Calculator

Emergency Fund Calculator

Right-size your emergency fund based on your real essential expenses — and see exactly when you'll be fully funded.

Trusted by 15,000+ users
100% Free·No sign-up required

1. Your inputs

$
months
112
$
$

Results update instantly. Everything runs in your browser.

2. Your results

Recommended fund size

$22,800

You're $18,600 short.

Target

$22,800

Currently saved

$4,200

Gap

$18,600

Current coverage

1.1 mo

Time to target

47 mo

Progress

18%

Building the fund

Fund balance
M3M7M12M17M22M27M32M37M42M47$0$6k$12k$18k$24k

Current progress

$22,800

Target

  • Currently saved18%

    $4,200

  • Gap82%

    $18,600

What does this mean?

Get an AI explanation of your results in plain English.

Try this next

Articles that pair with this calculator

4 handpicked

In plain English

At $3,800/month of essential expenses, your 6-month target fund is $22,800.

You currently have $4,200, leaving a gap of $18,600. At $400/month you'll close it in 47 months.

Keep this money in a high-yield savings account you don't touch. Not investments, not checking, not physical cash.

Assumptions used

The math relies on these assumptions. Real-world numbers can vary.

  • Monthly expenses figure represents essentials only.
  • Fund kept in a liquid, insured account (savings, MMA).
  • Target multiples: 3 (aggressive), 6 (standard), 12 (conservative).
  • Current balance is what's actually earmarked as emergency fund.
  • Monthly contribution goes 100% into the fund (not shared).

3. Ask MyMoney AI

One-tap answers powered by your current numbers.

Ask MyMoney AI

Live · Powered by your numbers

Get your Emergency Fund Calculator results explained in plain English. Ask follow-up questions, run “what if” scenarios, and understand the trade-offs — no jargon.

Uses your actual inputs· Explains trade-offs·Learn more

Frequently asked

How many months should I aim for?

3 months is the widely quoted minimum. 6 months is the standard target. 9–12 months makes sense if your income is variable or you're the sole earner.

Where should I keep it?

High-yield savings account you don't touch. Not checking (too accessible), not investments (too volatile), not physical cash (rate is 0%).

Should I build this before paying off debt?

Build at least one month first, then split your extra between fund and debt payoff. Zero cushion + aggressive debt payoff often ends in a bigger crisis.

Does the fund earn interest?

A high-yield savings account today earns 3–5% APY. The primary job is safety, but pick an account that at least keeps up with inflation.

What counts as 'essential expenses'?

Housing, utilities, food, transportation, insurance, minimum debt payments, and basic communication. Skip dining out, entertainment, subscriptions, and vacation.

About the Emergency Fund Calculator

An emergency fund is the single most important piece of financial infrastructure most households need. It prevents a $2,000 surprise from becoming a $10,000 crisis on a credit card.

The classic rule is 3–6 months of essential expenses. In practice, single-earner households and variable-income workers should aim closer to 9–12 months.

Once you're fully funded, stop adding to it and redirect the money to debt payoff or investing. The fund's job is stability, not growth.

Read the full guide

Newsletter

Get smarter with your money — every week.

One useful email per week. No spam.

These calculators are for education only and are not a substitute for personalized advice from a licensed professional. Read our full disclaimer.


[Directions] Look below for the line that contains "Image is 644x291 pixels.", then copy it and each following line exactly, through and including the line that contains "Image is 644x343 pixels.".

[Items from an interface collection]
>>>>
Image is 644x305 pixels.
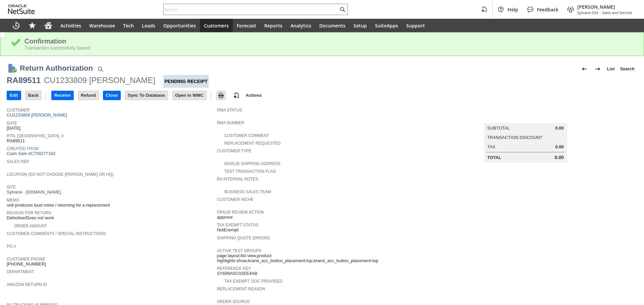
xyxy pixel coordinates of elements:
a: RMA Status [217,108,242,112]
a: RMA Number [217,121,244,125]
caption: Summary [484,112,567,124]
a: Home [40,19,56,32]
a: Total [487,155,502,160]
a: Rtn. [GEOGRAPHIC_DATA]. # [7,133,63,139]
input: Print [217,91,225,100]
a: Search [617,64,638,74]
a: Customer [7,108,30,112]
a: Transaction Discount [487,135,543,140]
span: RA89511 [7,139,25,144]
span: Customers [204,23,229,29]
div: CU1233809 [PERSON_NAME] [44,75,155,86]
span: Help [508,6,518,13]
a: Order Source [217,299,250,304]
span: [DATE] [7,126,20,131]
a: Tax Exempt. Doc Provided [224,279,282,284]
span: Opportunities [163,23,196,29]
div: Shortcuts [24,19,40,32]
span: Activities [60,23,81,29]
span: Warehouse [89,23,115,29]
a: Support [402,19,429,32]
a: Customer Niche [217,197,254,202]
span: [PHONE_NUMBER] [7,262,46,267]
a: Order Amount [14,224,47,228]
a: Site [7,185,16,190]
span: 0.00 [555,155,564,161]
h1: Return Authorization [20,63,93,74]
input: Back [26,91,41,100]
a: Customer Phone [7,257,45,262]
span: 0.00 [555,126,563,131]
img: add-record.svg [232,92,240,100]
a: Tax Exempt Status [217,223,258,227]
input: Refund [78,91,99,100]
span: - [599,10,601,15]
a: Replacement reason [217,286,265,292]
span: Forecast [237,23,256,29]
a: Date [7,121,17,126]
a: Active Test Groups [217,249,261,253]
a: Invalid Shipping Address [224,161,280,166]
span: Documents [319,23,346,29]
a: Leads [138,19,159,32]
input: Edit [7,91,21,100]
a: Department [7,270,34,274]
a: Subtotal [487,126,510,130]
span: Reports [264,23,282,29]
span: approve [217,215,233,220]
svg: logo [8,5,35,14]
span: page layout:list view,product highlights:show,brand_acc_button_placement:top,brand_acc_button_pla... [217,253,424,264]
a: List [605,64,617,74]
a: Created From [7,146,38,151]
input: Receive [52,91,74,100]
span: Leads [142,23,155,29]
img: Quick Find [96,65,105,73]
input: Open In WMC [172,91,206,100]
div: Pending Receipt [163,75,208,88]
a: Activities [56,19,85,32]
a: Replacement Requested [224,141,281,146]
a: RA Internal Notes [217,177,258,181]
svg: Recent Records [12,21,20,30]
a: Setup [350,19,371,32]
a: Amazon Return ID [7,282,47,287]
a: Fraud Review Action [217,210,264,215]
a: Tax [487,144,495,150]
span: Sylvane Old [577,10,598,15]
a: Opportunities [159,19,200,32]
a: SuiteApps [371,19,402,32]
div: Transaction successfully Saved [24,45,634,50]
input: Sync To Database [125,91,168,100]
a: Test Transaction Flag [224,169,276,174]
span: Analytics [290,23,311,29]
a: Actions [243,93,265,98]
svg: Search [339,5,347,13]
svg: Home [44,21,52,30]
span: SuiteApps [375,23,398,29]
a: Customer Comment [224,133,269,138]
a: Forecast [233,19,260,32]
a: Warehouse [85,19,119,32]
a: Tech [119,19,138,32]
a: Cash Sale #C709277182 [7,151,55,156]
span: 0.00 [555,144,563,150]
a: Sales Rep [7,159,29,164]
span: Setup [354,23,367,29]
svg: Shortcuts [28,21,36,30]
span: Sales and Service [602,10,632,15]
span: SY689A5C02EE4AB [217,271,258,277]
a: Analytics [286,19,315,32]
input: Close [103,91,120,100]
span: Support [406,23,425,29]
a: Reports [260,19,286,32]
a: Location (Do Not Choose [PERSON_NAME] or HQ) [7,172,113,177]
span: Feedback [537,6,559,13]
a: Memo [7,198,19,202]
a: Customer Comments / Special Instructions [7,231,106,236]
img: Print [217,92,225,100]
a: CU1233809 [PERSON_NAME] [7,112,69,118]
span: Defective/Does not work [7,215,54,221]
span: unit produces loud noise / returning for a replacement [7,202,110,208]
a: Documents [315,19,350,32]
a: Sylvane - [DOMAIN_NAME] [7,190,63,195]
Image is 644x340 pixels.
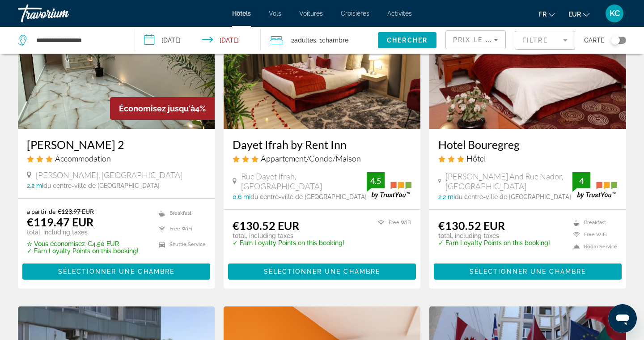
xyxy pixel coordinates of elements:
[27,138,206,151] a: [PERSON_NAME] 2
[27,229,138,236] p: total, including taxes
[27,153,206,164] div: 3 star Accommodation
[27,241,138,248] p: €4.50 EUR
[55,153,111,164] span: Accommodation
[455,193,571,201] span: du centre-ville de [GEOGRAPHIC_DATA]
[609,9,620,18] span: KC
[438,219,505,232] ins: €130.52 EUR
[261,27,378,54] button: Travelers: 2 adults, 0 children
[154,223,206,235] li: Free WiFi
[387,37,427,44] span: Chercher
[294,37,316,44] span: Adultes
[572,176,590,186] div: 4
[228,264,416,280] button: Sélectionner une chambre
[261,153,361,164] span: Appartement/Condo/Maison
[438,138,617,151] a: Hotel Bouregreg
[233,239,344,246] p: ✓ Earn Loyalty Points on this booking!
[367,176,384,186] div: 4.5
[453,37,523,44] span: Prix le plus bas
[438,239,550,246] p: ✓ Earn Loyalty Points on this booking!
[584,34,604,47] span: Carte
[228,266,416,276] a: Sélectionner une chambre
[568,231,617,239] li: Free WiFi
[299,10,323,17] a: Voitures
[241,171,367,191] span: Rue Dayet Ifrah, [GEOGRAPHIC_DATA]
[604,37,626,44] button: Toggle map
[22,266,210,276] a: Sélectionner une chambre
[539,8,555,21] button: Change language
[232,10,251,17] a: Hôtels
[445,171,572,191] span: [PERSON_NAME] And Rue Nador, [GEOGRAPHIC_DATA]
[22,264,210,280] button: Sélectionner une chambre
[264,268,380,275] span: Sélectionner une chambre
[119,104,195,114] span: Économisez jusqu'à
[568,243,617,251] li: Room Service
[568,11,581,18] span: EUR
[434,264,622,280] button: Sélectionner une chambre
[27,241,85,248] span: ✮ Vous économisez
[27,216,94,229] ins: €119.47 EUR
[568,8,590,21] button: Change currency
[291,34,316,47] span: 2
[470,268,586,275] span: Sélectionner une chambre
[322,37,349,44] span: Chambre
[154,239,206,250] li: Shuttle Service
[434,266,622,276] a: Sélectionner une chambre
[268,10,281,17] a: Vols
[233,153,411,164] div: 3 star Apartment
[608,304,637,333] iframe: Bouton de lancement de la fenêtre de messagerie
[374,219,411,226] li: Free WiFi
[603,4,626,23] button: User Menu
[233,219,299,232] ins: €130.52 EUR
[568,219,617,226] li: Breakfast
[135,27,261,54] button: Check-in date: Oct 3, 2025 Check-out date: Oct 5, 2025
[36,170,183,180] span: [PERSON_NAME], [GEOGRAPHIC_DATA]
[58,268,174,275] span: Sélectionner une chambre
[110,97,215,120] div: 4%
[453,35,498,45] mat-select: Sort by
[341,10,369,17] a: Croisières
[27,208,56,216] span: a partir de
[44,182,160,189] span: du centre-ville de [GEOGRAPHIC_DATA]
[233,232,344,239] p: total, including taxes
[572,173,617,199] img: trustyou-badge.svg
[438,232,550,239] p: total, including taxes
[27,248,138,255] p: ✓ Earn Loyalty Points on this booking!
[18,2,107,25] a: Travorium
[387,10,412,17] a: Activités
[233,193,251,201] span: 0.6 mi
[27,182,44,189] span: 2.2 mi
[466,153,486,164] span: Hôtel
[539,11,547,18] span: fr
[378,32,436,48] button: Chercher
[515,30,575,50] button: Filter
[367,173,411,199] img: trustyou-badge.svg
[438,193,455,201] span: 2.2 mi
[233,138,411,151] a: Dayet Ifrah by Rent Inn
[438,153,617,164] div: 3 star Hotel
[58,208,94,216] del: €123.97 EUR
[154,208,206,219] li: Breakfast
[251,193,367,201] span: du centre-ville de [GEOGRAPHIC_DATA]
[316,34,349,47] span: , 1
<<<<
>>>>
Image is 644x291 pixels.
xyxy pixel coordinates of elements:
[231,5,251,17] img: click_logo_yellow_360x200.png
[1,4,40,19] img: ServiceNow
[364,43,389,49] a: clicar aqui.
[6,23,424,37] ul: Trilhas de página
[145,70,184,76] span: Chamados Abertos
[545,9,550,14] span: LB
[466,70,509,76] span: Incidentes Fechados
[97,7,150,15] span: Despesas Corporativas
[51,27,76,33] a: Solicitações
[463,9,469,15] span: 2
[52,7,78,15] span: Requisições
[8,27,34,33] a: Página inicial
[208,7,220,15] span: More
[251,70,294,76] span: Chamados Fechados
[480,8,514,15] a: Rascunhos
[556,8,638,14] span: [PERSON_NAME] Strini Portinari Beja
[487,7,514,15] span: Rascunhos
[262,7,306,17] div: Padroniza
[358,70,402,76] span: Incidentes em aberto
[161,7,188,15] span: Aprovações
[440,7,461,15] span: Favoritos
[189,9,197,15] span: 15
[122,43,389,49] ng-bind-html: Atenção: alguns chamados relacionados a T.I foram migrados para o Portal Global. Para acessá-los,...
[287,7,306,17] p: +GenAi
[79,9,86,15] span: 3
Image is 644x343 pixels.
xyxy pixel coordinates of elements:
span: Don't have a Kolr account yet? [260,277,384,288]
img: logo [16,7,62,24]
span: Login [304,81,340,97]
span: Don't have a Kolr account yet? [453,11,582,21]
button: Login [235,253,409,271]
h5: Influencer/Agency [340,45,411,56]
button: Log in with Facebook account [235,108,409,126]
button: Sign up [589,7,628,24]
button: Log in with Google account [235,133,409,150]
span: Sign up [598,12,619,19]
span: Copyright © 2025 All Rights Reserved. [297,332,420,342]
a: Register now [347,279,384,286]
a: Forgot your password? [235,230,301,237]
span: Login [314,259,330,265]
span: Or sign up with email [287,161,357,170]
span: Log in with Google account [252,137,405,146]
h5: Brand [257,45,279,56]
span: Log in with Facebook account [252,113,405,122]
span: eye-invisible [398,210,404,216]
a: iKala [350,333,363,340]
<<<<
[Solution]
Image is 644x291 pixels.
xyxy pixel coordinates of elements:
[231,5,251,17] img: click_logo_yellow_360x200.png
[1,4,40,19] img: ServiceNow
[364,43,389,49] a: clicar aqui.
[6,23,424,37] ul: Trilhas de página
[145,70,184,76] span: Chamados Abertos
[545,9,550,14] span: LB
[466,70,509,76] span: Incidentes Fechados
[97,7,150,15] span: Despesas Corporativas
[51,27,76,33] a: Solicitações
[463,9,469,15] span: 2
[52,7,78,15] span: Requisições
[8,27,34,33] a: Página inicial
[208,7,220,15] span: More
[251,70,294,76] span: Chamados Fechados
[480,8,514,15] a: Rascunhos
[556,8,638,14] span: [PERSON_NAME] Strini Portinari Beja
[487,7,514,15] span: Rascunhos
[262,7,306,17] div: Padroniza
[358,70,402,76] span: Incidentes em aberto
[161,7,188,15] span: Aprovações
[440,7,461,15] span: Favoritos
[189,9,197,15] span: 15
[122,43,389,49] ng-bind-html: Atenção: alguns chamados relacionados a T.I foram migrados para o Portal Global. Para acessá-los,...
[287,7,306,17] p: +GenAi
[79,9,86,15] span: 3
Image is 644x343 pixels.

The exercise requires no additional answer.